The AdNews end of year Perspectives, looking back at 2024 and forward to next year.
Penny Shell, Chief Strategy & Product Officer, Zenith Media
Every trend has a countertrend. As Taylor would say, every hero has an anti-hero.
It’s what makes our stories, our society and our industry interesting. It fuels creativity. As important as it is for media to continue to embrace new technology, we should never underestimate the innovation potential of ‘traditional’ channels.
AI Obsession
Have we ever talked about anything in media as much as we talked about AI in 2024?
It’s optimising creative executions across digital, social, video and audio. In Australia, audio partners Mamamia introduced us to ‘Sam’, the dynamic addition to their voice over talent pool. Meanwhile, more than half of social creators say they use AI weekly in their content.
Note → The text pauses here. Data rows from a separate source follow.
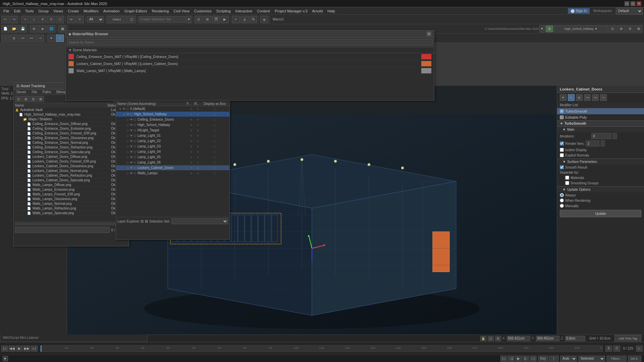 The height and width of the screenshot is (362, 644). I want to click on scene-list-item: ▷ 👁 ⬡ Walls_Lamps ≡ ≡ □, so click(173, 173).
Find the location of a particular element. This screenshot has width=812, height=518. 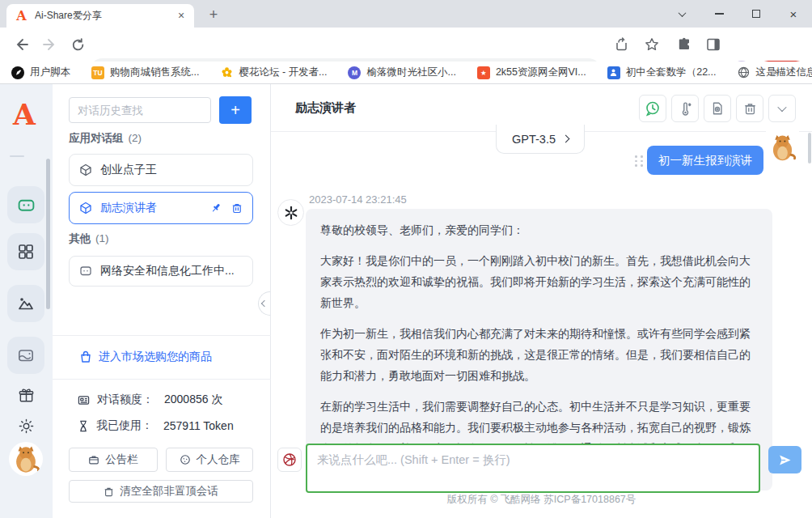

used-value: 257911 Token is located at coordinates (199, 426).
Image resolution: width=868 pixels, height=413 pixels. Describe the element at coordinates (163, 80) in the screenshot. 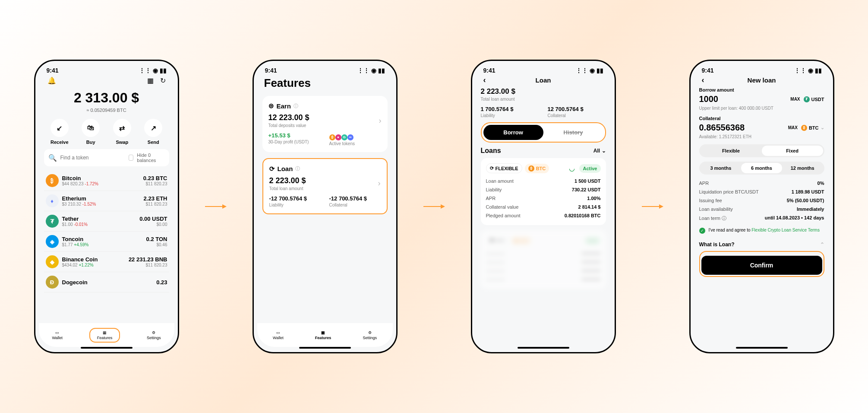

Advertisers can access basic DIY creative functions through video partners, while Cannes Lions reported 12% of all entries utilised AI.
Clients and brands are optimising messaging and offers behind the scenes, with customer service AI functions taking the form of everything, from avatars to personalised products.
In agencies, AI is being used for generating idea inspiration, meeting notation and real time campaign and competitive dashboarding, complete with findings. While we haven’t quite reached mainstream usage of the ‘Hey Gen’ app to create an “AI version of you that speaks 175 languages, moves naturally, and always follows the script,” I do look forward to mine never having to be reminded to come off mute.
In 2024, we saw this widespread AI obsession meet with its countertrend – real world resurgence.
Real World Resurgence
Faced with significant AI innovation, the ‘real world’ of tangible media formats is experiencing a resurgence.
Despite our industry forecasts predicting a decline for print media, we saw a 7% year-on-year increase in magazine readership, and an 8% rise in lifestyle titles (September 2024). Us 90s girls rejoiced when Cosmopolitan hit the stands again, immediately purchasing for our younger counterparts. Could magazines mirror the success of the vinyl renaissance?!
And though we have at least 6.6 screens in the average Australian household, cinema audiences have increased by 15% year-on-year come September 2024, proving the desire for real world, big screen experiences.
2024 also saw the comeback of the ‘dumb phone’, and the chance to beat your Snake high score on today’s version of the Nokia 3210. (Yes, you still tap each number three times to spell out your text messages...) HMD offers a ‘Barbie version’ in trademark pink, with the added enhancement of a Barbie meditation app. Rather than appealing to a nostalgic Millennial / Gen X demographic though, it’s Gen Alpha who seem to have them on their holiday wishlists.
Earlier this year, the envied Australians with VIP access to Taylor Swift proudly donned their ‘real world’ printed tickets on a lanyard, as the rest of us scrambled to scan our phones for entry to the restricted viewing area.
Amidst the on-demand era, where technology provides unparalleled access and AI is infiltrating every channel and platform, it’s exciting to consider the creative potential of tangible, real world media experiences in 2024.